The volume under review, Jay L. Garfield’s Wilfrid Sellars and Buddhist Philosophy: Freedom from Foundations, is recommended reading not merely for taking Buddhist philosophy as a credible phenomenon. Rather, the volume’s contributors capture and engage with the various ambiguities and interpretive avenues that exegetes of both Sellarsian and Buddhist thought have explored.
Those engaging in cross-cultural philosophy (or “fusion” philosophy, as Mark Siderits has termed it) often present their efforts as burdened with more potential pitfalls that aim closer to home. Given the profound Eurocentrism that marks philosophy in the academy, there is a veneer of truth to this.
However, by what fundamental lights are the insights of Plato—given his distance in time, language, culture, intellectual presuppositions, etc.—so remarkably like “our own”—and those of, say, Nagarjuna or Kong Xi (Confucius)—so thoroughly unlike “our own—that the academy can justify its virtual segregation of the latter into, if anywhere, area studies or religious studies departments?
It is precisely the faint odor of religious commitment (absent in Western philosophy?) that often underlies this balkanized reality, for—the stereotype goes—religion brings uniformity of thought while philosophy is itself critical thinking, the love of wisdom beyond authoritarian forms of conditioning. We who study religion know that such uniformity of thought (or action) is in practice laughable, and just how contested are (a) what elements constitute “religion,” as a meta-category, and (b) such elements within religious communities.
Garfield, the editor and student of Sellars, has become a dominant figure in bringing Buddhist philosophy as philosophy to the public. He introduces the interface by observing the affinities between themes of Buddhist philosophy with Sellars’ seminal chapter “Philosophy and the Scientific Image of Man” (Science, Perception, and Reality, Ridgeview Press, 1962) and “Empiricism and the Philosophy of Mind” (Minnesota Studies in the Philosophy of Science, Vol. 1, University of Minnesota Press, 1956), the latter the source for the famed “Myth of the Given” argument. These two articles frame the division of the book into its two sections.

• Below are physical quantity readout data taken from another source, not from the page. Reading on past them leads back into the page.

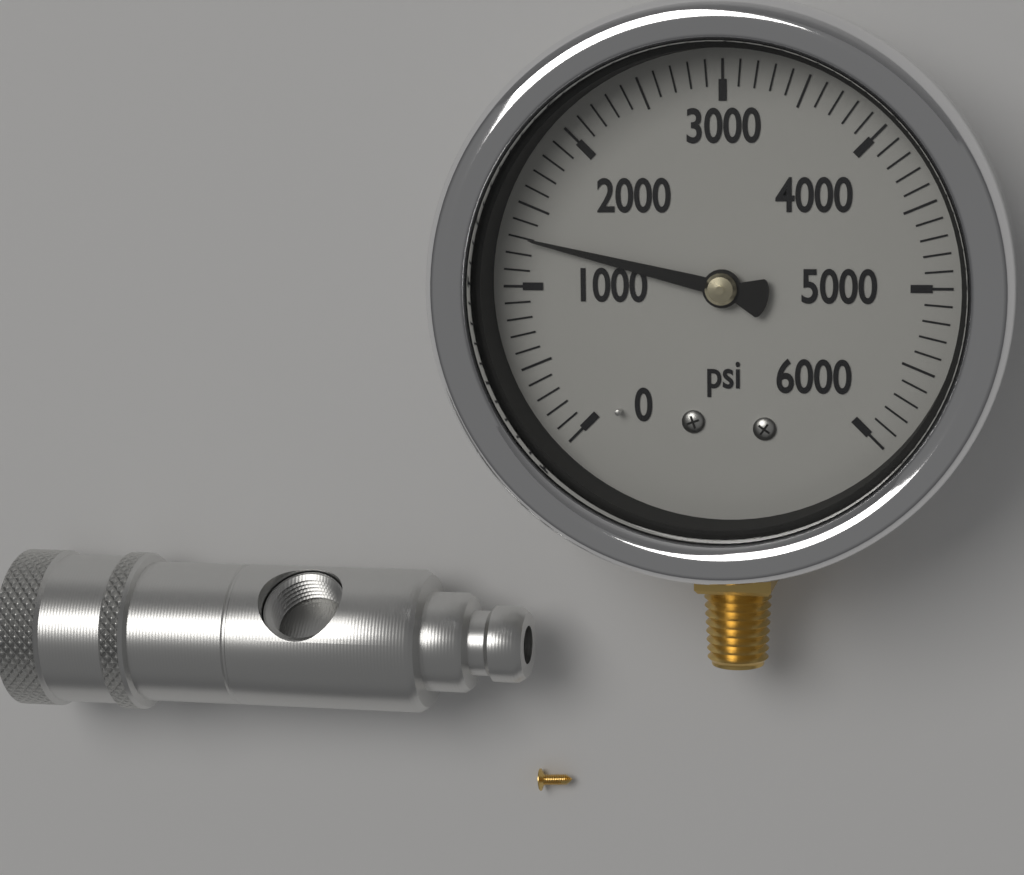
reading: 1300 psi
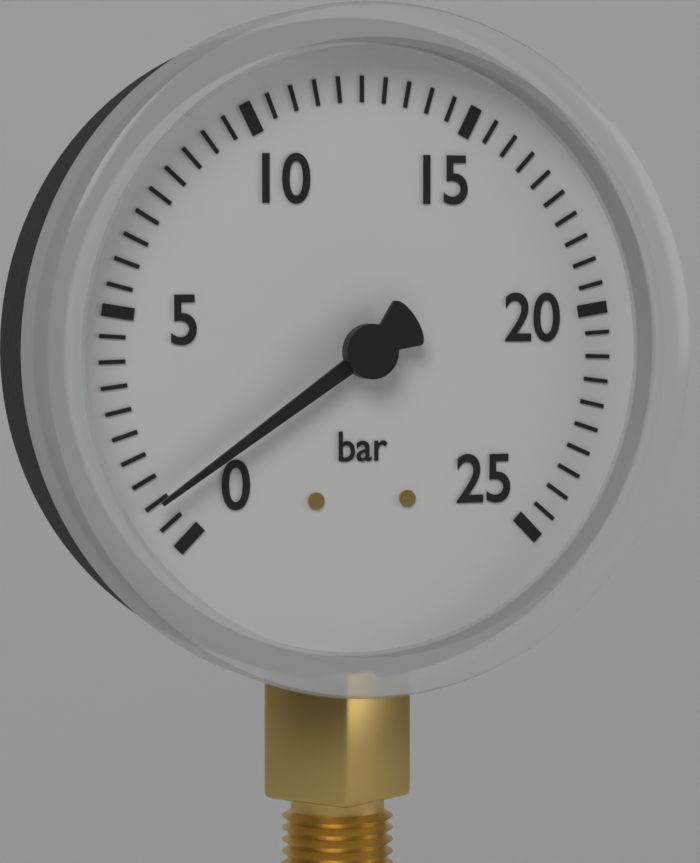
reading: 1.0 bar
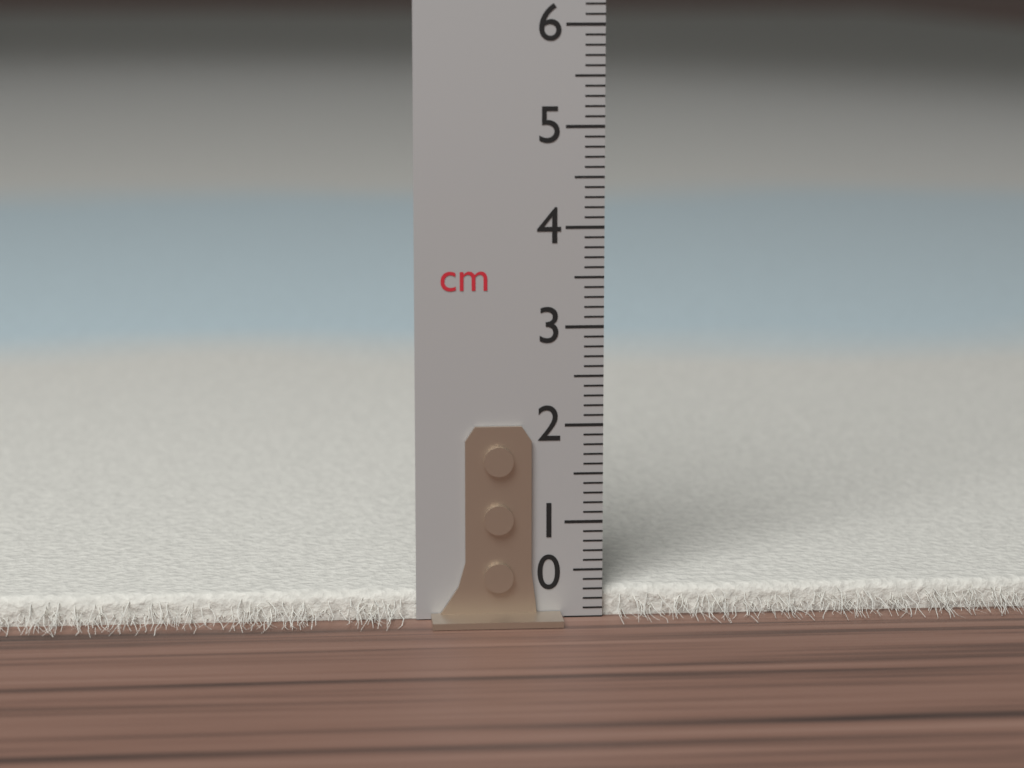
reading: 0.3 cm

It is with this concept that Garfield’s own chapter—full of characteristic insight—grapples, one of only three (Douglas Duckworth and Tom Tillemans are the others) that engage specifically with Madhyamaka. Each of these two is successful in its investigation of how the fundamental Buddhist framing of the two truths relates to Sellars’ critiques of foundations.
Two other chapters that deserve attention, if only because of the rather neglected place of ethics in Western philosophy are those by Sheridan Hough and Karl Schmid, who take Buddhist soteriological goals as critical guides for ethical principles that inform ontology and epistemology. It is with this emphasis on liberation under which metaphysics and ethics are subsumed that Western philosophers might pause and retreat; this perhaps goes to the shaky foundations on which this cross-cultural endeavor rests. For if Western philosophy begins with the premise—shared with neuroscience, biology, and others, but rejected by Buddhists—that the mind is an impotent epiphenomenon reducible to matter, then Buddhism would appear dogmatic. These two chapters provide grist for considering whether abstract metaphysical and epistemological principles should serve ethics, an idea echoed in Monima Chadha’s chapter on Abhidharma thought.
The book’s great worth is in its engagement with the great Buddhist epistemologists Dignaga and Dharmakirti, whose contributions to “cross-cultural” Indian philosophy are profound. Their alleged “religion-free” commitment to logic—despite their major works’ saluting the Buddha as embodied rationality—has made their work the primary site for cross-cultural engagement. The chapters focused on Dignaga and Dharmakirti—who are typically understood by their Madhyamaka colleagues to be engaged in a foundationalist, empiricist epistemology—provide nuanced insights into their projects and how Sellarsian critiques can challenge our received views.
Particularly interesting in this regard are the chapters by Catherine Prueitt and Sonam Kachru. Vexed questions on just what, if anything, is given in perception and the means by which to distinguish perceptual and conceptual content are taken up across these chapters, which will be equally challenging for those entering from either side of the cross-cultural divide. As Garfield observes (xii), with respect to the Buddhist rejection of foundational perceptual content that echoes Sellars' legacy: "The attack on givenness, the attack on foundationalism in epistemology, and the account of ontology as responsive to our language and conventions offer an analytical approach to understanding these fundamental Buddhist ideas."
For those of us working in the study of religion, this volume may remind us that philosophy, however abstract or high-minded it may seem, is constitutive of norms and ideals and their contested boundaries in many settings, especially those in which elites serve as models and moderators for their communities. Philosophy, then, may act as one among other complementary modes of conditioning, or seeing-as, by which religious actors negotiate and create their realities.
Edward Arnold is a doctoral candidate in Indo-Tibetan Buddhism in the Department of Religion at Columbia University.